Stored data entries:
····················

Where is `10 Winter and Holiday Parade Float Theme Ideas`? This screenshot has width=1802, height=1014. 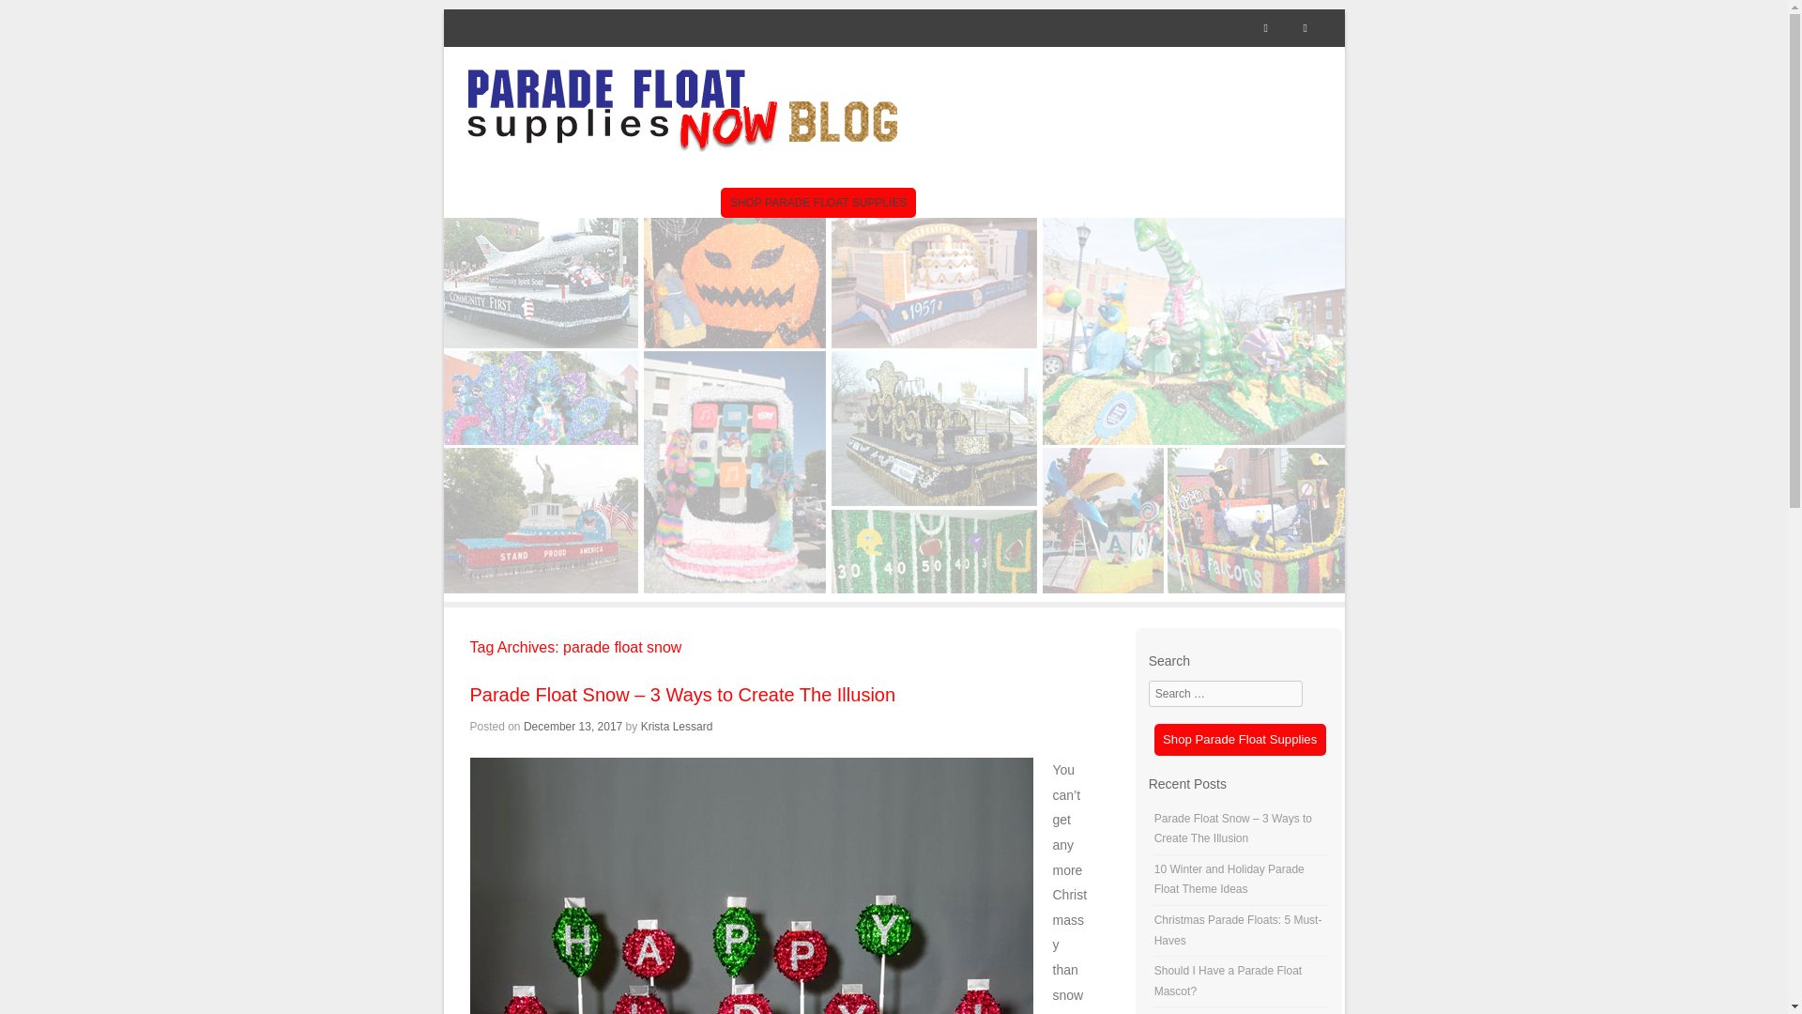
10 Winter and Holiday Parade Float Theme Ideas is located at coordinates (1230, 879).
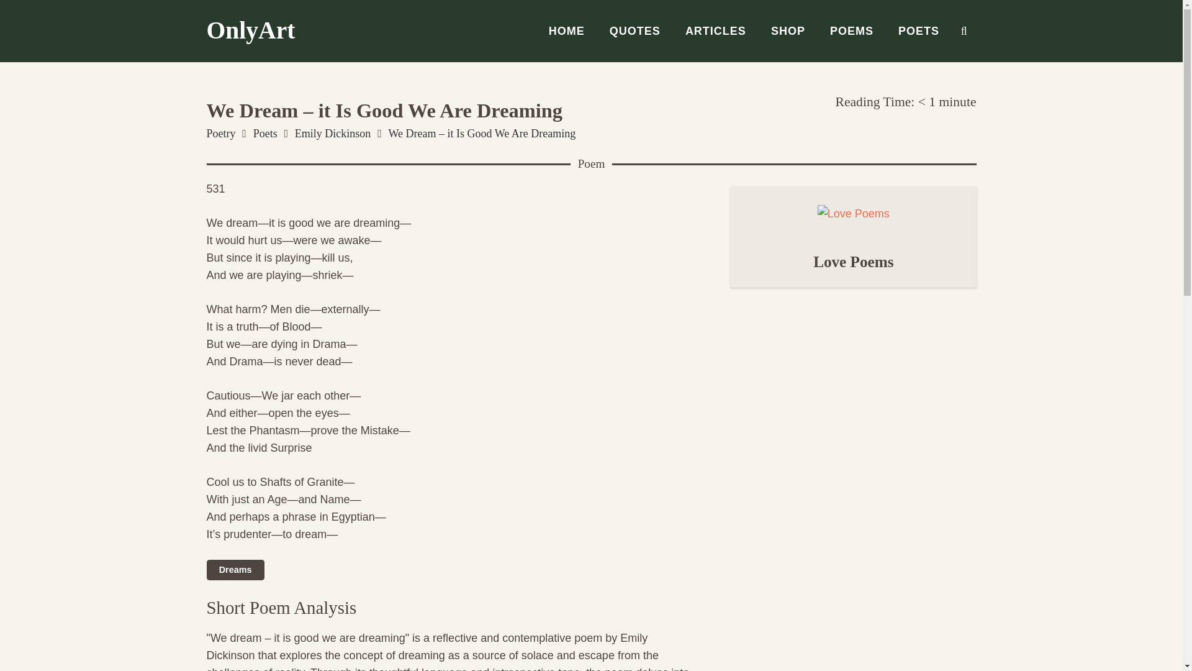  I want to click on HOME, so click(566, 31).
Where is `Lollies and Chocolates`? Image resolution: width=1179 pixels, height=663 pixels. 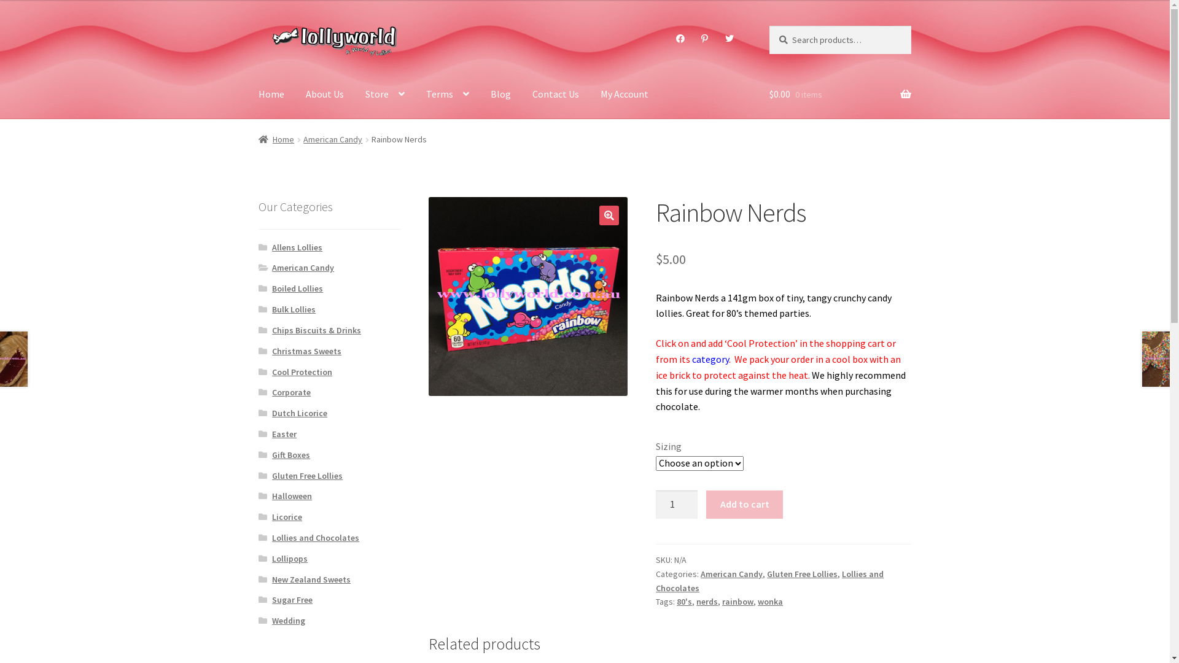
Lollies and Chocolates is located at coordinates (316, 538).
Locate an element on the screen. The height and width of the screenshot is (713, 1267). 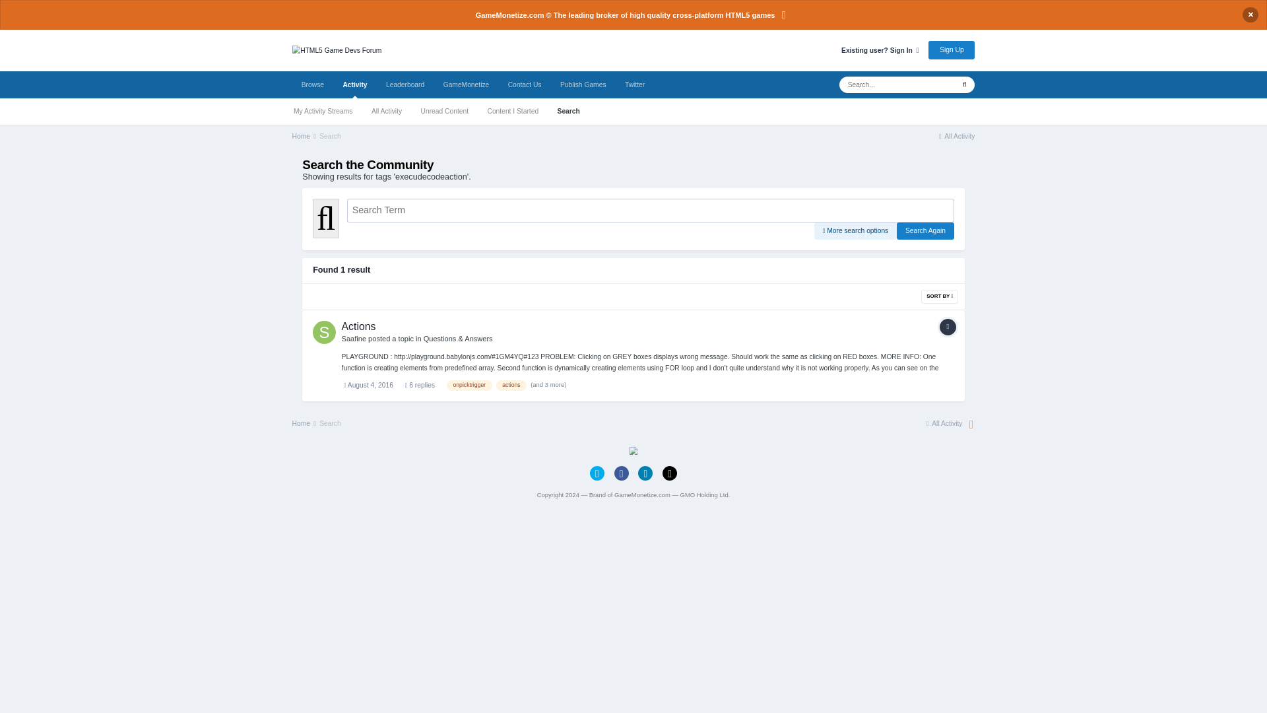
More search options is located at coordinates (1083, 292).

····················

■ Work to be completed ■
What is needed is an exact copy of the records above, with no pictures in it.

■ The answer ■
Where is `10 Winter and Holiday Parade Float Theme Ideas`? This screenshot has width=1802, height=1014. 
10 Winter and Holiday Parade Float Theme Ideas is located at coordinates (1230, 879).
  I want to click on HOME, so click(566, 31).
Where is `Lollies and Chocolates`? Image resolution: width=1179 pixels, height=663 pixels. 
Lollies and Chocolates is located at coordinates (316, 538).
Locate an element on the screen. The height and width of the screenshot is (713, 1267). 
More search options is located at coordinates (1083, 292).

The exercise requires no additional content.